I’ve noticed in old concert footage —specifically Elvis in the’50s and John Denver in the early ’70s—that the audiences just clapped for the artists. There was none of the falsetto “ wooo” you hear everywhere in the last few decades.
Does anyone know when the woo-woo started? And did something in particular cause audiences to start doing this?
It doesn’t look like the Reddit community had much success answering this one. Can we do better?
I think we need an actual example if what the OP is looking for. When I read the title, with the word ‘whooping’, Arsenio Hall was my thought as well. But the quote in the OP says “wooo”, which makes me think of something like what you’d see on footage of old Beatles concerts.

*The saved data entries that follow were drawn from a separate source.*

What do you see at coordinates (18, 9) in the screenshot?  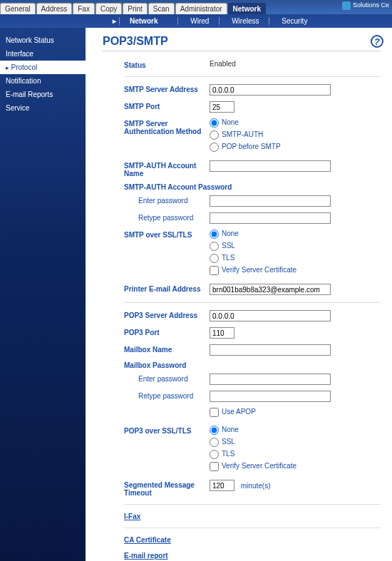 I see `tab-general: General` at bounding box center [18, 9].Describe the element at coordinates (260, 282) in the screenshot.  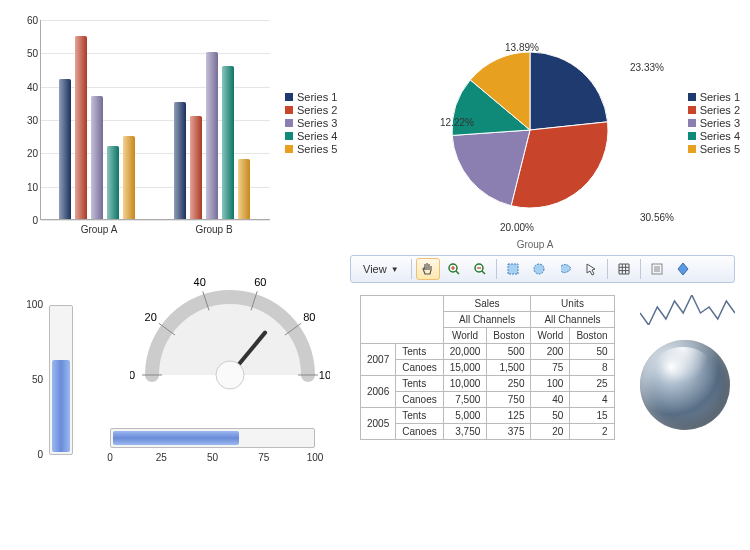
I see `svg-text: 60` at that location. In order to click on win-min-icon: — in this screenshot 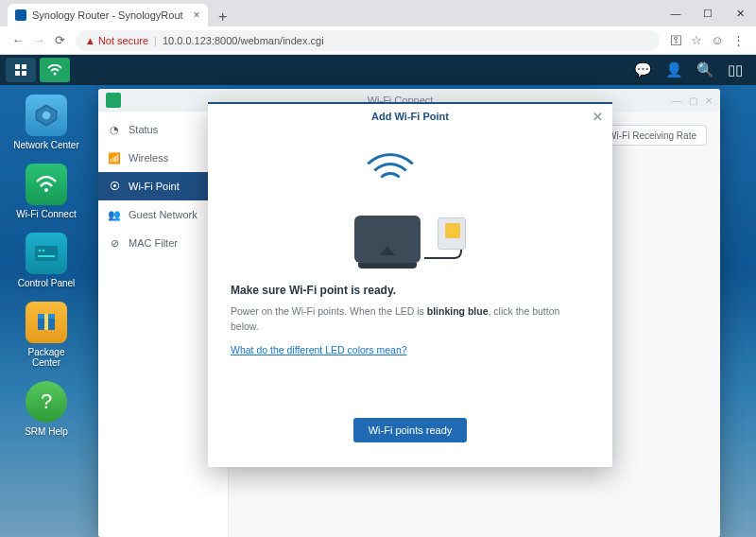, I will do `click(677, 100)`.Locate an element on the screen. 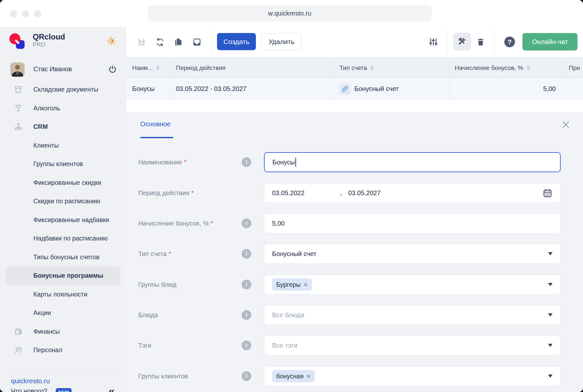  sidebar-item-label: Группы клиентов is located at coordinates (58, 164).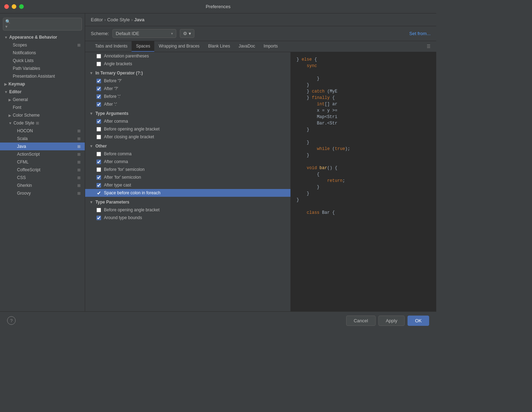 The width and height of the screenshot is (532, 412). What do you see at coordinates (111, 104) in the screenshot?
I see `checkbox-after-colon-label: After ':'` at bounding box center [111, 104].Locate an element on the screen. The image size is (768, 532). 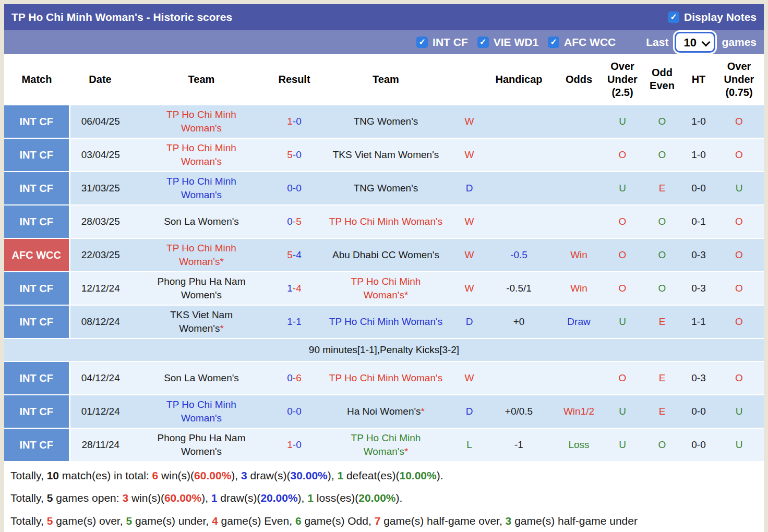
away-team-label: Ha Noi Women's is located at coordinates (384, 411).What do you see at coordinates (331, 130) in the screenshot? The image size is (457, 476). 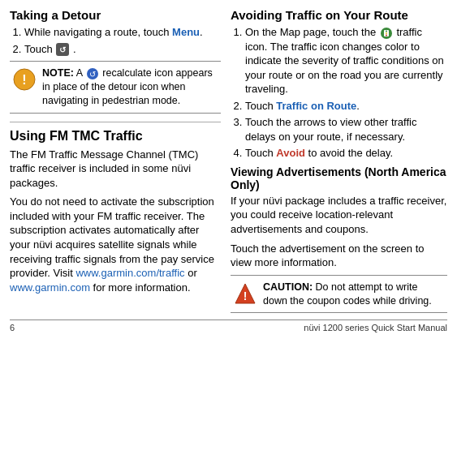 I see `avoid-step-3-text: Touch the arrows to view other traffic d…` at bounding box center [331, 130].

In the early 1970s, I went to see a Blaxploitation martial arts film called “Black Belt Jones”. Actor/martial artist Jim Kelly played the title character. The audience had a high percentage of Black teenagers, and they were the first audience I ever heard doing that ‘whooping’.
That’s what I had in mind - the sort of high-pitched continuous “wooooooo!” sound you hear from rock concert and stadium crowds. (“Old Beatles concerts” would be a prime example, now that you mention it.)
Re: Arsenio Hall, wasn’t that more of a dog-like “woot woot” sound? Though it could well be part of the same social shift away from sedate applause…
In that case, without doing any research whatsoever, I think The Beatles concerts would be a good starting point, but I’d probably look into what their concerts back home looked (sounded) like as well as other, earlier British Invasion bands (are there pre-Beatles British Invasion bands?).
It was ‘woof’, they were supposed to sound like dogs. For the purposes of this thread, it would be entirely unrelated.
Just a thought. Early 20th Century movie-goers were introduced to the Hollywood Indian war cry. And there was nothing more tribal by mid-century than the splintering genres of popular music.
Okay, that may not be true. But he used to do it all the time at concerts, and it took me decades to get him to quit it, because I’m of Chefguy’s persuasion when it comes to audiences drowning out the performers.
I would be looking towards more common.folk oriented entertainment than formal concerts. The phrase “hooten and a-hollerin’” comes to mind. So the carry over from that to more formal audiences and concerts isn’t a big jump.
It is pretty widespread. I went to a couple of concerts in the last week - solo piano doing Schubert nocturnes. It was very good. There was quite a bit of whooping from the audience at the end. YMMV.
Liszt and Paganini - that I could well imagine. Classical concerts were not the staid affairs they generally are now. People would sing along at popular operas, and demand immediate encores if they liked something. This was contemporary music, and these guys were in some ways the equivalent of Hendrix. Of course the poor folk didn’t get to hear so much of this.
Thinking about it, the question could be - when did audiences stop whooping, and when did they start again? Performance practice became much more formalised in concerts from say the early 1800’s. The earlier rise of the bourgeoisie meant that concerts had moved out of just being an aristocratically supported province, and people could attend just by paying. The notion of musical recitals as a serious occasion for polite society is not that old.
I recently watched Tiger Woods - The Great Comeback Story which is fascinating - it is mostly from fan footage. At some point Tiger Woods says, “This is where the modern game has changed and evolved, is that people don’t clap any more, because they can’t. Because they have a phone in their hand. They can’t actually clap because they are moving their phone. So they yell.”
Possibly May, 1913, at the first performance of Stravinski’s Rite of Spring in Paris. It was referred to as a “near-riot”, and some songs were drowned out by the outcry of parts of the audience.